Required Reading: We Need to Start Speaking Frankly About Customer Relationship Management
Within an enterprise, separate departments are assigned separate responsibilities in relation to customers, but that doesn’t change the fact that people experience brand interactions as if they’re emanating from a single source. In his new book, Speaking Frankly About Customer Relationship Management, author JC Quintana delves into this reality and its implications for businesses. Associate Editor Oren Smilansky spoke to Quintana about why it is time to get serious about applying firm-wide collaboration methods.
CRM: You’re a big proponent of comparing customer relationships to personal relationships. Why is that?
JC Quintana: The idea of identifying what’s of value to individuals—that people need to create value together, to see the balance of risk and rewards before they make a decision to consolidate the relationship—is a pattern that’s almost identical in business and personal life. As I started digging [into my research for the book], I realized that every phase from that point on—the way we make decisions and definitions about relationships; the way we ask that the relationship be personalized for us to see relevance in it; the way we need a positive communication climate before we can engage; and our need for people to keep their promises about our relationships and be transparent about them—was identical.
What is the biggest difference between the two?
In businesses, different organizations may take on different components of the relationship. Some people—like sales—tend to define and consolidate the relationship. People from support tend to be more about promises and commitment to service. Marketing can be more about communication. In personal life, we’re the ones to power the relationship from beginning to end; in business life, we’ve got many more people involved in the process.
How does CRM technology fit with helping companies stay informed across the board?
I like to joke that in the business world, CRM basically becomes Mom. Mom knows everything. Mom knows when the child needs to go to school, when an assignment is due, how their teachers and communities are helping. For all those things, typically Mom is the central intelligence of the family. And in business, a lot of the time it ends up being CRM. CRM is our mother in connecting us to how we’re doing with our customers.
What major challenges do businesses face when implementing CRM strategies and technologies?
One of them is that we’ve gone beyond making a transition from CRM being a strategy and technology to where, in the minds of people, CRM is really only the technology. People stop thinking about relationships in terms of the things they have to do to build them and start thinking more in relational terms: “This contact is connected to this activity; this activity is connected to this opportunity; this opportunity is connected to this pipeline; and this pipeline generates such and such report.”
How can companies begin to move away from the transactional mind-set toward a more unified approach that incorporates the relationship elements you emphasize?
We’ve got to have a common understanding of how we build relationships. If you can do that, and always look for those things in your relationships with clients, then you will begin to mold CRM to have screens, activities, and workflows that require that information.
The good news is we don’t have to re-engineer CRM applications. It’s just a matter of making sure we are following through the right processes, and documenting them in CRM so that later we can [assess] the health of the relationship.
Can you think of any companies who are doing this to good effect?
Companies like USAA and GEICO have high success in using CRM to manage customer experience, and the reason why they’re successful is because they see interactions with customers as an experience they need to measure. They incorporate customer experience measurements into everything they do in CRM. So when I call GEICO, and GEICO says, “Hi, Mr. Quintana—by the way, just wanted to thank you for being a valued member for the last 10 years,” they’re leveraging CRM to build an emotional connection through me enjoying that interaction, and connecting at a personal level. When at the end of the call, USAA’s system prompts agents to ask customers if they got what they needed, and are measuring whether they made this easy and connected emotionally, they are using CRM to deliver the customer experience.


__Try it__
All of the records must be given again exactly.

__Material to process__
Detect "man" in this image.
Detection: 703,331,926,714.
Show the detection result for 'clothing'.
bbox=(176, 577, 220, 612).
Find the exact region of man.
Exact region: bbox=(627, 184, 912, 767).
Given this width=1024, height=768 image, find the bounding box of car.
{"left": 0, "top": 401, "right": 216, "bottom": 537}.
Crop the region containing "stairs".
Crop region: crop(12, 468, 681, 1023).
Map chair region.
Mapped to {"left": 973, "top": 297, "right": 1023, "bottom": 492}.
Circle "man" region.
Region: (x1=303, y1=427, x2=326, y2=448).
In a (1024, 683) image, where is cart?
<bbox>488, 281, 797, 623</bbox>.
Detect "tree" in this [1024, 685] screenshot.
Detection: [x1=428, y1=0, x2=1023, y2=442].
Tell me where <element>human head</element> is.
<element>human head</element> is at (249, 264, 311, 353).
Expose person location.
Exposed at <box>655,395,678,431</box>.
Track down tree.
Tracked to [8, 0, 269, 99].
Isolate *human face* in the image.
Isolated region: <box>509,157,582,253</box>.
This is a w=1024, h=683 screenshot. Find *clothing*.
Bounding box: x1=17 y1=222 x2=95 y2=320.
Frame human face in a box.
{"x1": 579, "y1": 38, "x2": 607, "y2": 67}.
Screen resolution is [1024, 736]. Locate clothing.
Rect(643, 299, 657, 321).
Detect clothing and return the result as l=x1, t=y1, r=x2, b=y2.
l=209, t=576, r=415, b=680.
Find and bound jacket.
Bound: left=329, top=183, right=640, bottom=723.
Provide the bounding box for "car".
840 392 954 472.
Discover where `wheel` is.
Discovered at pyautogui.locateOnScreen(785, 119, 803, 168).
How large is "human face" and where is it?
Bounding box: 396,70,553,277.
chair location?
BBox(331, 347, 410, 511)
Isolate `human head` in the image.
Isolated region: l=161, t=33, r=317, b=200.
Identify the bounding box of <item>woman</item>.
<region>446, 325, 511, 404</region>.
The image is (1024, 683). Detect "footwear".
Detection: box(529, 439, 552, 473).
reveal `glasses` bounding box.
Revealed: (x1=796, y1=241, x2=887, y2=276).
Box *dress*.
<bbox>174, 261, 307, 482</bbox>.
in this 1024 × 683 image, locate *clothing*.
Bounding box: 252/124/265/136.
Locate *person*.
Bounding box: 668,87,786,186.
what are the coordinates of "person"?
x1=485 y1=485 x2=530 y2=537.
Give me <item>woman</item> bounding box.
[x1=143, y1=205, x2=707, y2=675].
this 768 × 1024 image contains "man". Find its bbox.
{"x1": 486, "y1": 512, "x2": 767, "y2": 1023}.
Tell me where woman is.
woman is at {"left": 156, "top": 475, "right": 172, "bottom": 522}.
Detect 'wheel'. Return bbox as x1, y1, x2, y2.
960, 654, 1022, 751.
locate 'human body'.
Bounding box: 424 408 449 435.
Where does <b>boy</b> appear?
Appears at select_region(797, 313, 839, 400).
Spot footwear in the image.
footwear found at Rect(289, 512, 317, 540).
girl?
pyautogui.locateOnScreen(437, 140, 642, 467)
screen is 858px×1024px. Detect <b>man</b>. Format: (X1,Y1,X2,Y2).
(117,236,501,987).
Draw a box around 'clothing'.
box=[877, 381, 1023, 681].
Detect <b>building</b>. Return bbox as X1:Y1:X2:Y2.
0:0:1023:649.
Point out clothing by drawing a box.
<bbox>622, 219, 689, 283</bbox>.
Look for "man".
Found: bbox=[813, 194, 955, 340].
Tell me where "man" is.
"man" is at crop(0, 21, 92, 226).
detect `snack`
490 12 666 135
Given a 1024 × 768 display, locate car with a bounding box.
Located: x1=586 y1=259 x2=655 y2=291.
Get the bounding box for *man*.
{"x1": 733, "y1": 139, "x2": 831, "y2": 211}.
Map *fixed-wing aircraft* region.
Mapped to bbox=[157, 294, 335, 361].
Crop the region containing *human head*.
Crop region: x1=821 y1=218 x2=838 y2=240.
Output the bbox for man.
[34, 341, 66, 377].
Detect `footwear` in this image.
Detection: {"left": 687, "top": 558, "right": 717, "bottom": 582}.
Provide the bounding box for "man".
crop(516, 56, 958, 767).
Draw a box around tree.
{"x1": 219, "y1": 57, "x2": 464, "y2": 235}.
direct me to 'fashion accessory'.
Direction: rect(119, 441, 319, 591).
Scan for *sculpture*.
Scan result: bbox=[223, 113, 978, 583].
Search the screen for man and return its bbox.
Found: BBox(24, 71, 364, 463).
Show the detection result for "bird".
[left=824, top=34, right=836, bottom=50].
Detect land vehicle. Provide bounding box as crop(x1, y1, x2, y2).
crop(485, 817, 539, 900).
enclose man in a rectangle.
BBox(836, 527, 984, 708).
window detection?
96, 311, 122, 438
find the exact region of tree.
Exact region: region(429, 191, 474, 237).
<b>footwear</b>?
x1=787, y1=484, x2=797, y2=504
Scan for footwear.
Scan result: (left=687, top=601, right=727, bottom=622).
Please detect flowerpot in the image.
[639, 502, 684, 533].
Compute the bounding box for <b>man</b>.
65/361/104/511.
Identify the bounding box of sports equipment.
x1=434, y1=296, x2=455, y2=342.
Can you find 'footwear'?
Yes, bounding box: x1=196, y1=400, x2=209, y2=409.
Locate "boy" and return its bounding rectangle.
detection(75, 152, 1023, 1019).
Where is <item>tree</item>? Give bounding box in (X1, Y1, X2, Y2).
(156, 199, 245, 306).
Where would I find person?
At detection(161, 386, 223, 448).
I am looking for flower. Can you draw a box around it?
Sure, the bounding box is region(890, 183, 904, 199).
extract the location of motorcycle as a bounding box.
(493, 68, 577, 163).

__The completed task__
Detect "man" in this image.
Detection: 703,331,926,714.
Show the detection result for 'clothing'.
bbox=(176, 577, 220, 612).
Find the exact region of man.
Exact region: bbox=(627, 184, 912, 767).
Given this width=1024, height=768 image, find the bounding box of car.
{"left": 0, "top": 401, "right": 216, "bottom": 537}.
Crop the region containing "stairs".
Crop region: crop(12, 468, 681, 1023).
Map chair region.
Mapped to {"left": 973, "top": 297, "right": 1023, "bottom": 492}.
Circle "man" region.
Region: (x1=303, y1=427, x2=326, y2=448).
In a (1024, 683) image, where is cart?
<bbox>488, 281, 797, 623</bbox>.
Detect "tree" in this [1024, 685] screenshot.
Detection: [x1=428, y1=0, x2=1023, y2=442].
Tell me where <element>human head</element> is.
<element>human head</element> is at (249, 264, 311, 353).
Expose person location.
Exposed at <box>655,395,678,431</box>.
Track down tree.
Tracked to [8, 0, 269, 99].
Isolate *human face* in the image.
Isolated region: <box>509,157,582,253</box>.
This is a w=1024, h=683 screenshot. Find *clothing*.
Bounding box: x1=17 y1=222 x2=95 y2=320.
Frame human face in a box.
{"x1": 579, "y1": 38, "x2": 607, "y2": 67}.
Screen resolution is [1024, 736]. Locate clothing.
Rect(643, 299, 657, 321).
Detect clothing and return the result as l=x1, t=y1, r=x2, b=y2.
l=209, t=576, r=415, b=680.
Find and bound jacket.
Bound: left=329, top=183, right=640, bottom=723.
Provide the bounding box for "car".
840 392 954 472.
Discover where `wheel` is.
Discovered at pyautogui.locateOnScreen(785, 119, 803, 168).
How large is "human face" and where is it?
Bounding box: 396,70,553,277.
chair location?
BBox(331, 347, 410, 511)
Isolate `human head` in the image.
Isolated region: l=161, t=33, r=317, b=200.
Identify the bounding box of <item>woman</item>.
<region>446, 325, 511, 404</region>.
The image is (1024, 683). Detect "footwear".
Detection: box(529, 439, 552, 473).
reveal `glasses` bounding box.
Revealed: (x1=796, y1=241, x2=887, y2=276).
Box *dress*.
<bbox>174, 261, 307, 482</bbox>.
in this 1024 × 683 image, locate *clothing*.
Bounding box: 252/124/265/136.
Locate *person*.
Bounding box: 668,87,786,186.
what are the coordinates of "person"?
x1=485 y1=485 x2=530 y2=537.
Give me <item>woman</item> bounding box.
[x1=143, y1=205, x2=707, y2=675].
this 768 × 1024 image contains "man". Find its bbox.
{"x1": 486, "y1": 512, "x2": 767, "y2": 1023}.
Tell me where woman is.
woman is at {"left": 156, "top": 475, "right": 172, "bottom": 522}.
Detect 'wheel'. Return bbox as x1, y1, x2, y2.
960, 654, 1022, 751.
locate 'human body'.
Bounding box: 424 408 449 435.
Where does <b>boy</b> appear?
Appears at select_region(797, 313, 839, 400).
Spot footwear in the image.
footwear found at Rect(289, 512, 317, 540).
girl?
pyautogui.locateOnScreen(437, 140, 642, 467)
screen is 858px×1024px. Detect <b>man</b>. Format: (X1,Y1,X2,Y2).
(117,236,501,987).
Draw a box around 'clothing'.
box=[877, 381, 1023, 681].
Detect <b>building</b>. Return bbox as X1:Y1:X2:Y2.
0:0:1023:649.
Point out clothing by drawing a box.
<bbox>622, 219, 689, 283</bbox>.
Look for "man".
Found: bbox=[813, 194, 955, 340].
Tell me where "man" is.
"man" is at crop(0, 21, 92, 226).
detect `snack`
490 12 666 135
Given a 1024 × 768 display, locate car with a bounding box.
Located: x1=586 y1=259 x2=655 y2=291.
Get the bounding box for *man*.
{"x1": 733, "y1": 139, "x2": 831, "y2": 211}.
Map *fixed-wing aircraft* region.
Mapped to bbox=[157, 294, 335, 361].
Crop the region containing *human head*.
Crop region: x1=821 y1=218 x2=838 y2=240.
Output the bbox for man.
[34, 341, 66, 377].
Detect `footwear` in this image.
Detection: {"left": 687, "top": 558, "right": 717, "bottom": 582}.
Provide the bounding box for "man".
crop(516, 56, 958, 767).
Draw a box around tree.
{"x1": 219, "y1": 57, "x2": 464, "y2": 235}.
direct me to 'fashion accessory'.
Direction: rect(119, 441, 319, 591).
Scan for *sculpture*.
Scan result: bbox=[223, 113, 978, 583].
Search the screen for man and return its bbox.
Found: BBox(24, 71, 364, 463).
Show the detection result for "bird".
[left=824, top=34, right=836, bottom=50].
Detect land vehicle. Provide bounding box as crop(x1, y1, x2, y2).
crop(485, 817, 539, 900).
enclose man in a rectangle.
BBox(836, 527, 984, 708).
window detection?
96, 311, 122, 438
find the exact region of tree.
Exact region: region(429, 191, 474, 237).
<b>footwear</b>?
x1=787, y1=484, x2=797, y2=504
Scan for footwear.
Scan result: (left=687, top=601, right=727, bottom=622).
Please detect flowerpot in the image.
[639, 502, 684, 533].
Compute the bounding box for <b>man</b>.
65/361/104/511.
Identify the bounding box of sports equipment.
x1=434, y1=296, x2=455, y2=342.
Can you find 'footwear'?
Yes, bounding box: x1=196, y1=400, x2=209, y2=409.
Locate "boy" and return its bounding rectangle.
detection(75, 152, 1023, 1019).
Where is <item>tree</item>? Give bounding box in (X1, Y1, X2, Y2).
(156, 199, 245, 306).
Where would I find person?
At detection(161, 386, 223, 448).
I am looking for flower. Can you draw a box around it?
Sure, the bounding box is region(890, 183, 904, 199).
extract the location of motorcycle as a bounding box.
(493, 68, 577, 163).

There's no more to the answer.